I groaned. The effort knocked me breathless.
“Please do not be fainting; I have forgotten to be bringing smelling salts.”
Beneath my veil, I scowled. “And this thing?” I attempted to lift it but Miss Lindquist stayed my hand.
“You must be remaining covered up. By the time we are getting to Glasgow, you will be growing quite the five o’clock shadow.”
“This is ludicrous. It will never work.” I sat back. Miss Lindquist tapped my knee with the handle of her fan.
“You must not be slouching! Be sitting up! Prim and proper! You are being a lady!”
I made adjustments to my posture until she was satisfied, folding my hands over the handle of my umbrella.

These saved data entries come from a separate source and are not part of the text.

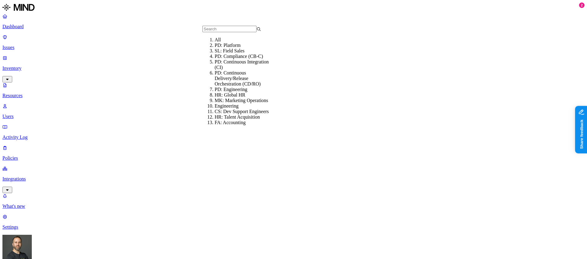  I want to click on p: What's new, so click(294, 206).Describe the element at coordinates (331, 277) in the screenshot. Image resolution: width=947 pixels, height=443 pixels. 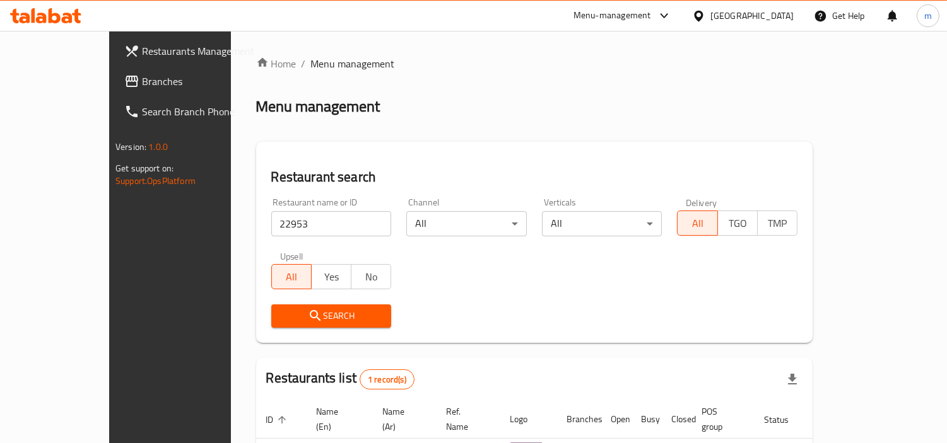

“It is not being comfortable to be a woman in this day and age,” she opined. “In matters other than sartorial also. But we shall not be standing for it much longer.”
“Quite,” I muttered. “I don’t see how anyone could remain standing for more than two minutes in this bloody contraption.”
“What I am meaning is we women shall be rising up and challenging our oppressors.”
“Who?” I blinked. “The corset makers?”
“Men!” she snarled venomously. “It is being about time they are realising we are being their equals - if not their superiors.”
I groaned, but not because of the corset. Miss Lindquist was one of those. A suffragette!
“Frankly,” I said, “You don’t know when you’re well off. If you get the vote, what will you do with it? Vote for the same unscrupulous arseholes. Only then you must share the blame for whichever band
of robbers comes to power. No, no; much better to have no part in it and keep a clear conscience.”
She stared at me in a manner I found unnerving.
“What’s the matter?” My hand flew to my head. “Is my hat crooked?”
A stony silence descended. I watched the verdant fields of a couple of counties roll by. The peace was interrupted by the intrusion of the guard, requesting to see our tickets.
“Oho!” he laughed, clipping holes with abandon. “Going all the way, are we, girls?”
Miss Lindquist’s lip curled but the fellow was not addressing her. He smoothed his unruly moustaches with a finger and wiggled his equally bushy eyebrows in my direction. “Always happy to punch your ticket, Miss,” he touched the peak of his hat. “If you catch my meaning.”
I froze. How to respond? I was forbidden the expediency of a smart retort. I dipped my head - would that be taken as acknowledgment? Or as encouragement? Flirtation? What is the etiquette in these situations?
Luckily, Miss Lindquist intervened. She got to her feet, snatched our tickets from the fellow’s grasp and bade him a good day. Her glacial tones drained the good cheer from his cheeks and he withdrew, backing out like a nervous servant.
“Are you seeing what I am meaning? Men!”
My shoulders hitched in a shrug. I knew better than to say so out loud but I suspected much of her annoyance arose from jealousy. The fellow had shown no interest in her charms and, to rub salt into the wound, had overtly preferred her sister. No wonder she was so anti- the whole gender!
Our journey rumbled on in silence, save for the percussive progress of the train along the tracks. Eventually, by the time we had passed through the Midlands and into the North Country, Miss Lindquist thawed and, taking a notebook from her purse, came to sit beside me.
“Sister, dear,” she began with a hint of mockery, “I must be bringing you up-to-date with matters concerning my - that is to say, our - father.”
“Which art in heaven,” I intoned, rather drolly I thought, but she was having none of it. She slapped the back of my hand.
“Be remembering when I was telling you not to be speaking,” she admonished. “Now, be attending this tale I will be telling, for there might be something in it that will be helping our ends.”